I see that lodash was added as a runtime dependency but is only used for _.omit in:

  • utils/logs.js (formatTaskRequestsLogs: ..._.omit(formattedData, "users"))
  • Tests in
    • test/unit/middlewares/oooRequests.test.ts
    • test/integration/impersonationRequests.test.ts
    • test/integration/requests.test.ts

If lodash isn’t strictly required, please remove it and replace all uses of _.omit with object rest/spread/destructuring. For example in utils/logs.js:

// Before
..._.omit(formattedData, "users")
// After
const { users, ...others } = formattedData;
...others

And in tests:

// Before
.body(_.omit(obj, "comment"))
// After
const { comment, ...body } = obj;
.body(body)

Otherwise, minimize our footprint by installing only the needed function:

npm install lodash.omit
import omit from "lodash.omit";

This avoids expanding our runtime attack surface and bundle size.

🤖 Prompt for AI Agents
In package.json around line 36, lodash was added as a runtime dependency but the
codebase only uses _.omit; remove the full lodash package and replace usages of
_.omit with native object rest/spread or, if you prefer to keep a tiny
dependency, replace the dependency with the specific lodash.omit package.

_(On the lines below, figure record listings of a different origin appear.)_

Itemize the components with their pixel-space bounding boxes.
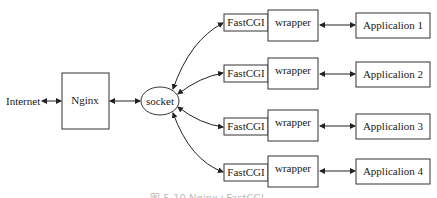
application-label: Applicalion 2 bbox=[363, 68, 423, 80]
row-1: FastCGI wrapper Applicalion 1 bbox=[224, 10, 430, 41]
wrapper-label: wrapper bbox=[275, 64, 311, 76]
wrapper-label: wrapper bbox=[275, 162, 311, 174]
socket-fastcgi-3-arrow bbox=[178, 107, 223, 127]
nginx-label: Nginx bbox=[71, 94, 99, 106]
fastcgi-label: FastCGI bbox=[227, 67, 265, 79]
application-label: Applicalion 4 bbox=[363, 165, 424, 177]
application-label: Applicalion 3 bbox=[363, 120, 424, 132]
fastcgi-label: FastCGI bbox=[227, 16, 265, 28]
socket-fastcgi-4-arrow bbox=[173, 113, 223, 172]
architecture-diagram: Internet Nginx socket FastCGI wrapper Ap… bbox=[0, 0, 437, 198]
socket-label: socket bbox=[146, 95, 174, 107]
row-4: FastCGI wrapper Applicalion 4 bbox=[224, 156, 430, 187]
figure-caption: 图 5-10 Nginx+FastCGI bbox=[150, 193, 264, 198]
fastcgi-label: FastCGI bbox=[227, 166, 265, 178]
wrapper-label: wrapper bbox=[275, 116, 311, 128]
wrapper-label: wrapper bbox=[275, 16, 311, 28]
fastcgi-label: FastCGI bbox=[227, 120, 265, 132]
row-2: FastCGI wrapper Applicalion 2 bbox=[224, 58, 430, 89]
row-3: FastCGI wrapper Applicalion 3 bbox=[224, 110, 430, 141]
application-label: Applicalion 1 bbox=[363, 19, 423, 31]
socket-fastcgi-2-arrow bbox=[178, 73, 223, 94]
socket-fastcgi-1-arrow bbox=[173, 23, 223, 89]
internet-label: Internet bbox=[6, 95, 40, 107]
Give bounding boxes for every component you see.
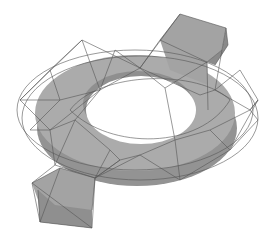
figure-canvas xyxy=(0,0,275,242)
solid-body xyxy=(32,14,237,228)
ring-wireframe-diagram xyxy=(0,0,275,242)
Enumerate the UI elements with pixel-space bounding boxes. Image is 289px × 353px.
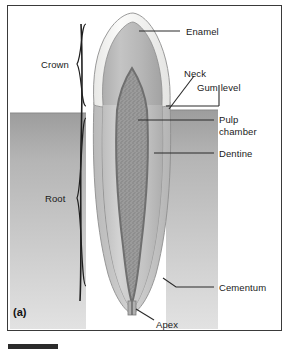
leader-neck	[169, 76, 194, 109]
label-apex: Apex	[156, 319, 178, 330]
leader-apex	[136, 309, 154, 320]
label-pulp-chamber-line2: chamber	[219, 126, 257, 137]
apex-opening	[128, 301, 136, 315]
figure-panel: Enamel Crown Neck Gum level Pulp chamber…	[0, 0, 289, 353]
label-gum-level: Gum level	[197, 82, 241, 93]
panel-label: (a)	[13, 306, 26, 318]
label-root: Root	[45, 193, 65, 204]
label-pulp-chamber: Pulp chamber	[219, 114, 257, 137]
label-pulp-chamber-line1: Pulp	[219, 114, 238, 125]
label-neck: Neck	[184, 68, 206, 79]
label-cementum: Cementum	[219, 282, 266, 293]
figure-frame: Enamel Crown Neck Gum level Pulp chamber…	[7, 5, 282, 331]
label-crown: Crown	[41, 59, 69, 70]
tooth-cross-section-illustration	[8, 6, 280, 329]
label-dentine: Dentine	[219, 148, 252, 159]
bottom-rule-bar	[8, 344, 58, 349]
label-enamel: Enamel	[186, 26, 219, 37]
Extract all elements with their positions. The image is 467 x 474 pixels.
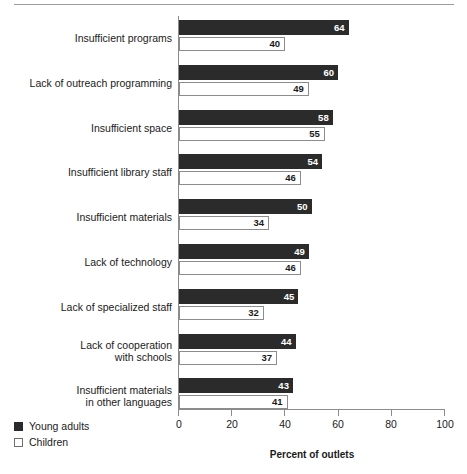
legend-label: Young adults [29, 420, 89, 432]
x-axis-tick-label: 80 [371, 418, 411, 430]
category-label: Insufficient library staff [0, 166, 172, 178]
bar-young-adults: 64 [179, 20, 349, 35]
bar-value-label: 55 [309, 129, 320, 139]
category-label: Lack of cooperation with schools [0, 339, 172, 363]
bar-value-label: 32 [248, 308, 259, 318]
legend-label: Children [29, 436, 68, 448]
bar-value-label: 60 [323, 68, 334, 78]
x-axis-tick [338, 410, 339, 416]
bar-value-label: 58 [318, 113, 329, 123]
bar-young-adults: 45 [179, 289, 298, 304]
bar-young-adults: 60 [179, 65, 338, 80]
x-axis-tick [231, 410, 232, 416]
legend-swatch-outlined-icon [14, 438, 23, 447]
x-axis-tick [391, 410, 392, 416]
bar-value-label: 45 [284, 292, 295, 302]
legend-item-children: Children [14, 434, 89, 450]
legend-swatch-filled-icon [14, 422, 23, 431]
x-axis-tick [284, 410, 285, 416]
bar-value-label: 41 [272, 397, 283, 407]
bar-value-label: 54 [308, 157, 319, 167]
category-label: Insufficient programs [0, 32, 172, 44]
bar-value-label: 34 [254, 218, 265, 228]
bar-value-label: 37 [261, 353, 272, 363]
bar-children: 34 [179, 216, 269, 230]
bar-value-label: 46 [285, 173, 296, 183]
x-axis-tick-label: 0 [159, 418, 199, 430]
chart-figure: Insufficient programs Lack of outreach p… [0, 0, 467, 474]
bar-children: 37 [179, 351, 277, 365]
bar-value-label: 44 [281, 337, 292, 347]
bar-value-label: 46 [285, 263, 296, 273]
bar-children: 49 [179, 82, 309, 96]
x-axis-tick [178, 410, 179, 416]
category-label: Insufficient space [0, 122, 172, 134]
bar-value-label: 49 [293, 84, 304, 94]
legend-item-young-adults: Young adults [14, 418, 89, 434]
category-label: Lack of specialized staff [0, 301, 172, 313]
x-axis-line [178, 409, 445, 410]
bar-young-adults: 58 [179, 110, 333, 125]
bar-value-label: 64 [334, 23, 345, 33]
category-label: Insufficient materials [0, 211, 172, 223]
bar-young-adults: 49 [179, 244, 309, 259]
bar-young-adults: 54 [179, 154, 322, 169]
category-label: Lack of technology [0, 256, 172, 268]
x-axis-tick-label: 40 [265, 418, 305, 430]
plot-area: Insufficient programs Lack of outreach p… [0, 0, 467, 474]
bar-children: 46 [179, 261, 301, 275]
x-axis-title: Percent of outlets [179, 449, 445, 460]
bar-children: 55 [179, 127, 325, 141]
bar-children: 32 [179, 306, 264, 320]
bar-value-label: 43 [278, 381, 289, 391]
x-axis-tick-label: 100 [425, 418, 465, 430]
bar-young-adults: 44 [179, 334, 296, 349]
bar-value-label: 49 [294, 247, 305, 257]
bar-value-label: 40 [269, 39, 280, 49]
category-label: Insufficient materials in other language… [0, 384, 172, 408]
x-axis-tick-label: 60 [318, 418, 358, 430]
bar-young-adults: 43 [179, 378, 293, 393]
chart-legend: Young adults Children [14, 418, 89, 450]
bar-children: 46 [179, 171, 301, 185]
x-axis-tick [444, 410, 445, 416]
y-axis-line [178, 16, 179, 409]
bar-young-adults: 50 [179, 199, 312, 214]
bar-children: 40 [179, 37, 285, 51]
category-label: Lack of outreach programming [0, 77, 172, 89]
x-axis-tick-label: 20 [212, 418, 252, 430]
bar-children: 41 [179, 395, 288, 409]
bar-value-label: 50 [297, 202, 308, 212]
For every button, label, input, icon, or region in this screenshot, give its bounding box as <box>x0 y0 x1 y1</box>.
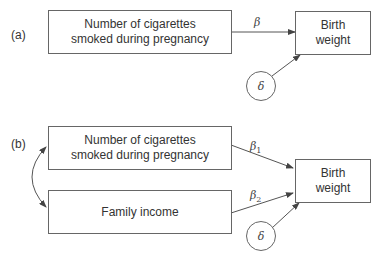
arrow-delta-to-birthweight-a <box>272 55 300 76</box>
cigarettes-box-a-line1: Number of cigarettes <box>71 17 209 32</box>
birth-weight-box-b: Birth weight <box>295 159 371 203</box>
birth-weight-a-line2: weight <box>316 33 351 48</box>
arrow-cigarettes-to-birthweight-b <box>231 145 293 168</box>
beta2-label: β2 <box>250 189 261 204</box>
cigarettes-box-a: Number of cigarettes smoked during pregn… <box>48 10 232 54</box>
cigarettes-box-b: Number of cigarettes smoked during pregn… <box>48 126 232 170</box>
birth-weight-b-line1: Birth <box>316 166 351 181</box>
birth-weight-a-line1: Birth <box>316 18 351 33</box>
correlation-arrow <box>32 147 46 207</box>
delta-error-circle-b: δ <box>246 221 276 251</box>
panel-a-label: (a) <box>11 28 26 42</box>
birth-weight-box-a: Birth weight <box>295 11 371 55</box>
arrow-delta-to-birthweight-b <box>272 203 299 228</box>
arrow-income-to-birthweight-b <box>231 193 293 213</box>
beta-label-a: β <box>254 16 260 29</box>
panel-b-label: (b) <box>11 137 26 151</box>
family-income-label: Family income <box>101 205 178 220</box>
birth-weight-b-line2: weight <box>316 181 351 196</box>
delta-error-circle-a: δ <box>246 71 276 101</box>
cigarettes-box-b-line2: smoked during pregnancy <box>71 148 209 163</box>
cigarettes-box-b-line1: Number of cigarettes <box>71 133 209 148</box>
beta1-label: β1 <box>250 140 261 155</box>
family-income-box: Family income <box>48 190 232 234</box>
cigarettes-box-a-line2: smoked during pregnancy <box>71 32 209 47</box>
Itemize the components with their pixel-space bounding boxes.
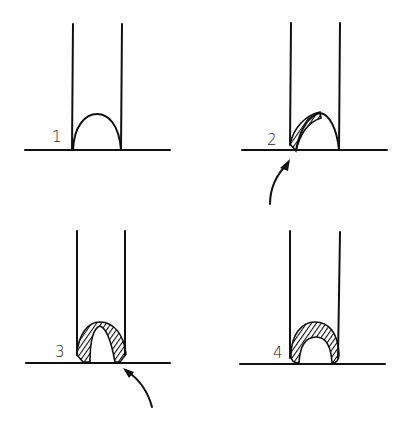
right-wall (338, 232, 340, 358)
weld-bead-complete (291, 322, 339, 363)
step-label: 3 (55, 343, 65, 361)
arrow-shaft (127, 371, 152, 407)
step-label: 2 (267, 131, 277, 149)
step-label: 4 (273, 344, 283, 362)
panel-3: 3 (26, 231, 170, 407)
weld-bead (77, 322, 126, 362)
arch (73, 114, 121, 150)
panel-4: 4 (240, 231, 385, 364)
arrow-head-icon (123, 368, 134, 378)
panel-1: 1 (25, 24, 170, 150)
panel-2: 2 (242, 23, 387, 204)
left-wall (72, 24, 73, 150)
right-wall (121, 24, 122, 150)
diagram-canvas: 1 2 3 4 (0, 0, 419, 432)
right-wall (339, 23, 340, 150)
weld-bead-left (290, 112, 321, 151)
step-label: 1 (52, 128, 62, 146)
left-wall (290, 23, 291, 145)
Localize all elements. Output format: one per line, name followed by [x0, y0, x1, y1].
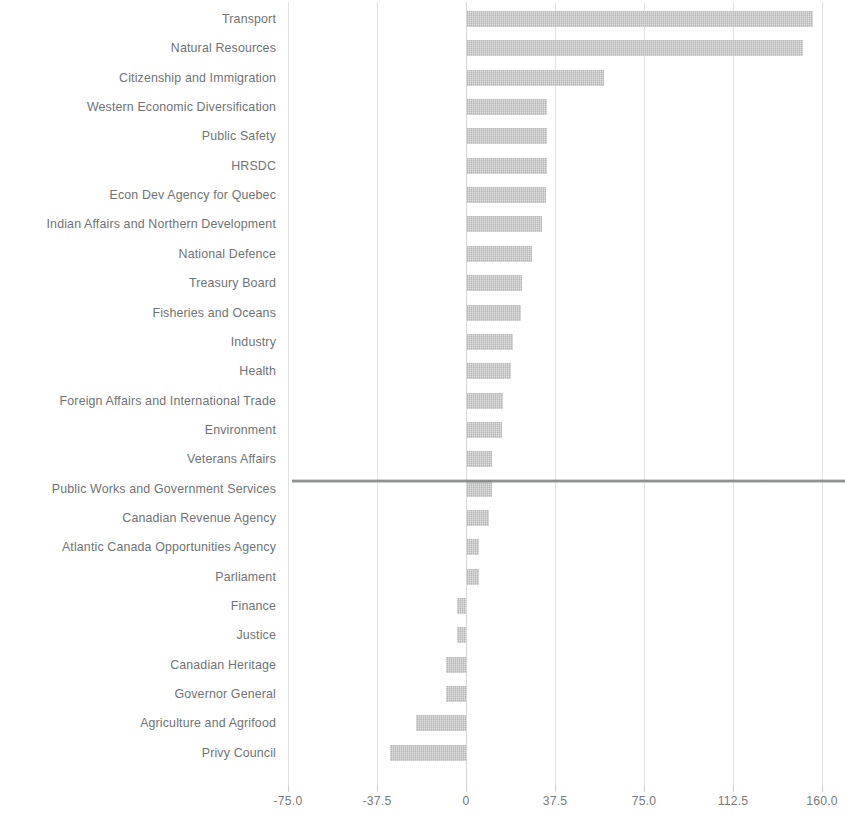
bar [390, 745, 466, 761]
x-tick-mark [288, 785, 289, 792]
bar [457, 598, 466, 614]
x-tick-label: 37.5 [543, 794, 568, 808]
category-label: Western Economic Diversification [0, 100, 282, 114]
category-label: Canadian Revenue Agency [0, 511, 282, 525]
x-tick-label: 160.0 [806, 794, 838, 808]
category-label: Atlantic Canada Opportunities Agency [0, 540, 282, 554]
category-label: Econ Dev Agency for Quebec [0, 188, 282, 202]
bar [466, 128, 547, 144]
bar [466, 40, 803, 56]
bar [466, 451, 492, 467]
x-tick-mark [466, 785, 467, 792]
category-label: Fisheries and Oceans [0, 306, 282, 320]
x-tick-label: 75.0 [632, 794, 657, 808]
category-label: Foreign Affairs and International Trade [0, 394, 282, 408]
plot-area [288, 0, 845, 785]
category-label: National Defence [0, 247, 282, 261]
gridline-4 [644, 2, 645, 785]
category-label: Finance [0, 599, 282, 613]
category-label: Veterans Affairs [0, 452, 282, 466]
bar [416, 715, 466, 731]
bar [466, 393, 503, 409]
horizontal-bar-chart: TransportNatural ResourcesCitizenship an… [0, 0, 845, 814]
category-label: Governor General [0, 687, 282, 701]
category-label: Transport [0, 12, 282, 26]
x-axis: -75.0-37.5037.575.0112.5160.0 [288, 785, 845, 814]
bar [466, 569, 479, 585]
category-label: Natural Resources [0, 41, 282, 55]
x-tick-label: -37.5 [363, 794, 392, 808]
bar [466, 70, 604, 86]
bar [466, 422, 502, 438]
x-tick-label: 0 [463, 794, 470, 808]
bar [466, 539, 479, 555]
category-label: Public Works and Government Services [0, 482, 282, 496]
category-label: Health [0, 364, 282, 378]
gridline-6 [822, 2, 823, 785]
gridline-5 [733, 2, 734, 785]
bar [446, 686, 466, 702]
x-tick-mark [377, 785, 378, 792]
category-label: Justice [0, 628, 282, 642]
bar [466, 216, 542, 232]
gridline-3 [555, 2, 556, 785]
category-label: Agriculture and Agrifood [0, 716, 282, 730]
category-label-column: TransportNatural ResourcesCitizenship an… [0, 0, 282, 785]
bar [466, 510, 489, 526]
x-tick-label: -75.0 [274, 794, 303, 808]
category-label: Canadian Heritage [0, 658, 282, 672]
category-label: Public Safety [0, 129, 282, 143]
scanline-artifact [292, 479, 845, 483]
category-label: Indian Affairs and Northern Development [0, 217, 282, 231]
bar [466, 363, 511, 379]
category-label: Privy Council [0, 746, 282, 760]
x-tick-mark [822, 785, 823, 792]
bar [446, 657, 466, 673]
category-label: Treasury Board [0, 276, 282, 290]
bar [457, 627, 466, 643]
bar [466, 275, 522, 291]
bar [466, 246, 532, 262]
x-tick-mark [555, 785, 556, 792]
category-label: HRSDC [0, 159, 282, 173]
bar [466, 11, 813, 27]
category-label: Industry [0, 335, 282, 349]
x-tick-mark [644, 785, 645, 792]
bar [466, 305, 521, 321]
category-label: Citizenship and Immigration [0, 71, 282, 85]
bar [466, 99, 547, 115]
category-label: Environment [0, 423, 282, 437]
category-label: Parliament [0, 570, 282, 584]
gridline-0 [288, 2, 289, 785]
x-tick-label: 112.5 [718, 794, 749, 808]
bar [466, 158, 547, 174]
bar [466, 334, 513, 350]
x-tick-mark [733, 785, 734, 792]
gridline-1 [377, 2, 378, 785]
bar [466, 187, 546, 203]
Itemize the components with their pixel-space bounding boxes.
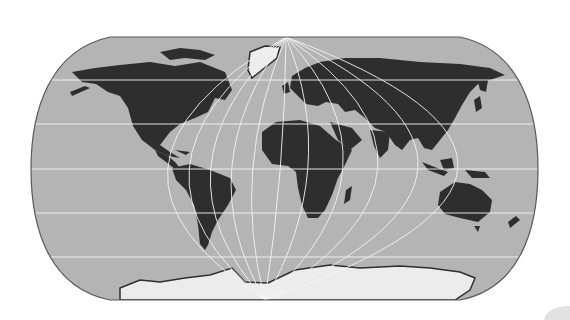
world-map xyxy=(0,0,570,320)
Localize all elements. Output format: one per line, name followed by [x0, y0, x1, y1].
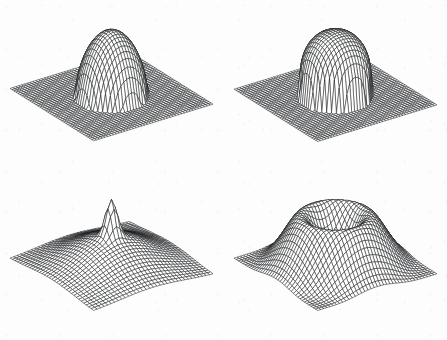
surface-panel-top-right — [224, 0, 447, 170]
surface-mesh-steep-plateau-dome — [224, 0, 447, 170]
surface-plot-figure — [0, 0, 447, 340]
surface-mesh-crater-volcano — [224, 170, 447, 340]
surface-panel-top-left — [0, 0, 223, 170]
surface-panel-bottom-right — [224, 170, 447, 340]
surface-mesh-smooth-dome — [0, 0, 223, 170]
surface-panel-bottom-left — [0, 170, 223, 340]
surface-mesh-broad-mound-with-spike — [0, 170, 223, 340]
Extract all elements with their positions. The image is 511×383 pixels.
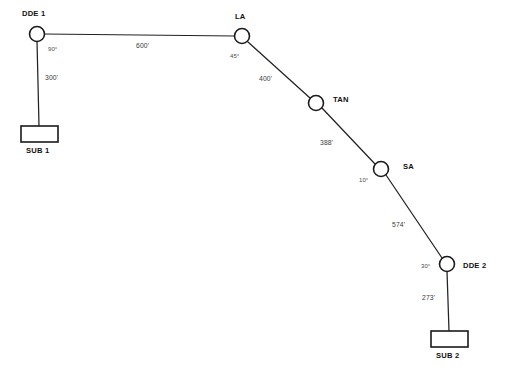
substation-sub1 [21, 126, 58, 142]
edge-group [37, 34, 449, 331]
node-dde2[interactable] [440, 257, 455, 272]
node-sa[interactable] [374, 162, 389, 177]
node-dde1[interactable] [30, 27, 45, 42]
node-tan[interactable] [309, 96, 324, 111]
edge-la-tan [248, 42, 310, 98]
edge-dde1-la [44, 34, 235, 36]
diagram-canvas: 600'300'400'388'574'273'SUB 1SUB 2DDE 19… [0, 0, 511, 383]
node-la[interactable] [235, 29, 250, 44]
edge-dde1-sub1 [37, 41, 39, 126]
substation-shape-group [21, 126, 468, 347]
node-shape-group [30, 27, 455, 272]
substation-sub2 [431, 331, 468, 347]
edge-sa-dde2 [386, 175, 442, 258]
edge-tan-sa [322, 108, 375, 164]
edge-dde2-sub2 [447, 271, 449, 331]
diagram-graphics-layer [0, 0, 511, 383]
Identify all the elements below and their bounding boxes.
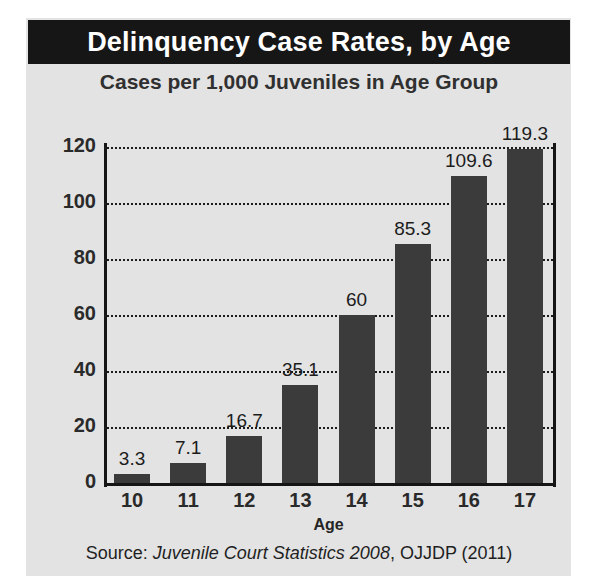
x-axis-tick: 11 (160, 489, 216, 512)
x-axis-tick: 14 (329, 489, 385, 512)
x-axis-tick: 15 (385, 489, 441, 512)
bar-value-label: 60 (312, 289, 402, 311)
source-prefix: Source: (86, 543, 153, 563)
source-title-italic: Juvenile Court Statistics 2008 (153, 543, 390, 563)
bar (170, 463, 206, 483)
bar (226, 436, 262, 483)
bar-value-label: 119.3 (480, 123, 570, 145)
page-title: Delinquency Case Rates, by Age (87, 27, 511, 58)
y-axis-tick-labels: 020406080100120 (26, 147, 96, 483)
bar-value-label: 35.1 (255, 359, 345, 381)
bar-value-label: 16.7 (199, 410, 289, 432)
x-axis-tick-labels: 1011121314151617 (104, 489, 553, 515)
source-suffix: , OJJDP (2011) (390, 543, 512, 563)
y-axis-tick: 120 (26, 134, 96, 157)
bar (395, 244, 431, 483)
source-note: Source: Juvenile Court Statistics 2008, … (28, 543, 570, 564)
bar (339, 315, 375, 483)
y-axis-tick: 80 (26, 246, 96, 269)
y-axis-tick: 20 (26, 414, 96, 437)
x-axis-tick: 10 (104, 489, 160, 512)
plot-right-border (553, 143, 556, 487)
bar-value-label: 7.1 (143, 437, 233, 459)
chart-subtitle: Cases per 1,000 Juveniles in Age Group (28, 70, 570, 94)
y-axis-tick: 60 (26, 302, 96, 325)
x-axis-tick: 17 (497, 489, 553, 512)
y-axis-tick: 100 (26, 190, 96, 213)
bar-value-label: 85.3 (368, 218, 458, 240)
chart-title-band: Delinquency Case Rates, by Age (28, 20, 570, 64)
bar (451, 176, 487, 483)
x-axis-tick: 13 (272, 489, 328, 512)
x-axis-tick: 16 (441, 489, 497, 512)
plot-area: 3.37.116.735.16085.3109.6119.3 (104, 147, 553, 483)
y-axis-tick: 0 (26, 470, 96, 493)
bar (282, 385, 318, 483)
y-axis-tick: 40 (26, 358, 96, 381)
x-axis-line (104, 483, 556, 486)
bar (507, 149, 543, 483)
chart-figure: Delinquency Case Rates, by Age Cases per… (0, 0, 592, 588)
bar-series: 3.37.116.735.16085.3109.6119.3 (104, 147, 553, 483)
x-axis-title: Age (104, 516, 553, 534)
bar (114, 474, 150, 483)
bar-value-label: 109.6 (424, 150, 514, 172)
x-axis-tick: 12 (216, 489, 272, 512)
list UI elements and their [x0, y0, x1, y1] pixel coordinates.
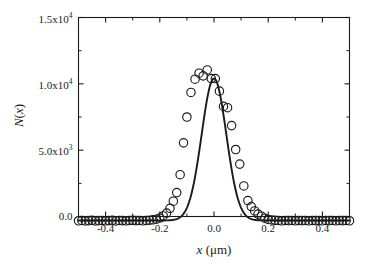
- axis-ticks: [79, 18, 350, 217]
- ytick-label-10000: 1.0x104: [39, 78, 73, 91]
- xtick-label-neg02: -0.2: [140, 223, 180, 234]
- x-axis-title: x (μm): [174, 243, 254, 256]
- xtick-label-02: 0.2: [248, 223, 288, 234]
- xtick-label-neg04: -0.4: [86, 223, 126, 234]
- gaussian-fit-curve: [79, 79, 350, 221]
- xtick-label-0: 0.0: [194, 223, 234, 234]
- ytick-label-5000: 5.0x103: [39, 144, 73, 157]
- ytick-label-0: 0.0: [59, 211, 73, 222]
- xtick-label-04: 0.4: [302, 223, 342, 234]
- figure-container: 1.5x104 1.0x104 5.0x103 0.0 -0.4 -0.2 0.…: [0, 0, 366, 268]
- data-point-markers: [74, 66, 353, 225]
- plot-frame: [79, 18, 350, 217]
- ytick-label-15000: 1.5x104: [39, 12, 73, 25]
- y-axis-title: N(x): [12, 86, 25, 146]
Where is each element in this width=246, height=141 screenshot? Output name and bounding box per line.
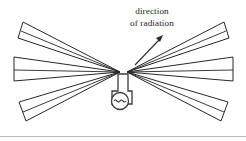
left-lobe-group	[14, 22, 120, 121]
radiation-pattern-svg: direction of radiation	[0, 0, 246, 141]
right-lobe-group	[127, 22, 233, 121]
radiation-pattern-figure: direction of radiation	[0, 0, 246, 141]
annotation-line-2: of radiation	[130, 18, 174, 28]
feed-and-source-group	[112, 74, 133, 110]
arrow-head-icon	[156, 35, 163, 42]
annotation-line-1: direction	[135, 6, 169, 16]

Update
utils/logs.js and the three test files to destructure the omitted key (e.g.,
const { users, ...rest } = formattedData) and use rest instead of _.omit, or
import and use lodash.omit after installing it; finally remove "lodash" from
package.json and run install to update lockfile.

"morgan": "1.10.0",
"multer": "1.4.5-lts.1",
"newrelic": "11.19.0",
Expand Down Expand Up @@ -85,6 +86,7 @@
],
"volta": {
"node": "22.10.0",
"yarn": "1.22.21"
}
"pnpm": "10.14.0"
},
"packageManager": "pnpm@10.14.0"
Comment on lines +89 to +91
Copy link

Choose a reason for hiding this comment

The reason will be displayed to describe this comment to others. Learn more.

💡 Verification agent

🧩 Analysis chain

Fix CI: enable Corepack and migrate workflows from Yarn to pnpm

The pipeline failed with “Run yarn” and a Corepack error. With packageManager: "pnpm@10.14.0" and Volta pinning, you must:

  • Enable Corepack and prepare the pinned pnpm version in CI.
  • Replace any Yarn invocations in GitHub Actions with pnpm.

Use this script to locate remaining Yarn usage and lockfiles:

Suggested CI snippet (for reference):

- uses: actions/setup-node@v4
  with:
    node-version-file: package.json
    cache: 'pnpm'
    cache-dependency-path: pnpm-lock.yaml
- run: corepack enable
- run: corepack prepare pnpm@10.14.0 --activate
- run: pnpm install --frozen-lockfile
- run: pnpm test

I can open a follow-up PR updating your workflows to pnpm with Corepack if you’d like.


🏁 Script executed:

#!/bin/bash
set -euo pipefail

echo "Workflows using yarn:"
rg -n -C2 -g ".github/workflows/**" -P '\byarn\b'

echo -e "\nLockfiles present:"
fd -H -a 'yarn.lock' || true
fd -H -a 'pnpm-lock.yaml' || true

Length of output: 273


🏁 Script executed:

#!/bin/bash
set -euo pipefail

echo "Searching for 'yarn' in GitHub Actions workflows..."
rg -n -C2 '\byarn\b' .github/workflows || echo "No 'yarn' usage found in .github/workflows"

echo -e "\nListing lockfiles in the repo:"
find . -type f \( -name 'yarn.lock' -o -name 'pnpm-lock.yaml' \) || true

Length of output: 564


Fix CI workflows: replace Yarn invocations and enable Corepack for pnpm

The repo still has a Yarn command in your GitHub Actions (no yarn.lock detected, only pnpm-lock.yaml):

.github/workflows/test.yml (lines 26–27)

  • run: yarn
  • run: yarn test

Please update your workflow to use pnpm and Corepack, for example:

- uses: actions/setup-node@v4
  with:
    node-version-file: package.json
    cache: 'pnpm'
    cache-dependency-path: pnpm-lock.yaml

- run: corepack enable
- run: corepack prepare pnpm@10.14.0 --activate
- run: pnpm install --frozen-lockfile
- run: pnpm test

Let me know if you’d like me to open a follow-up PR converting all workflows.

🤖 Prompt for AI Agents
In package.json around lines 89-91, CI still references Yarn in workflows
(actions/test.yml uses `yarn` at lines ~26-27) while the repo uses pnpm; update
the workflow to use pnpm and Corepack by switching the setup-node step to read
node-version-file from package.json and enable pnpm caching, then add steps to
run `corepack enable`, prepare/activate the specific pnpm version from
package.json, run `pnpm install --frozen-lockfile`, and replace `yarn`/`yarn
test` invocations with `pnpm`/`pnpm test`.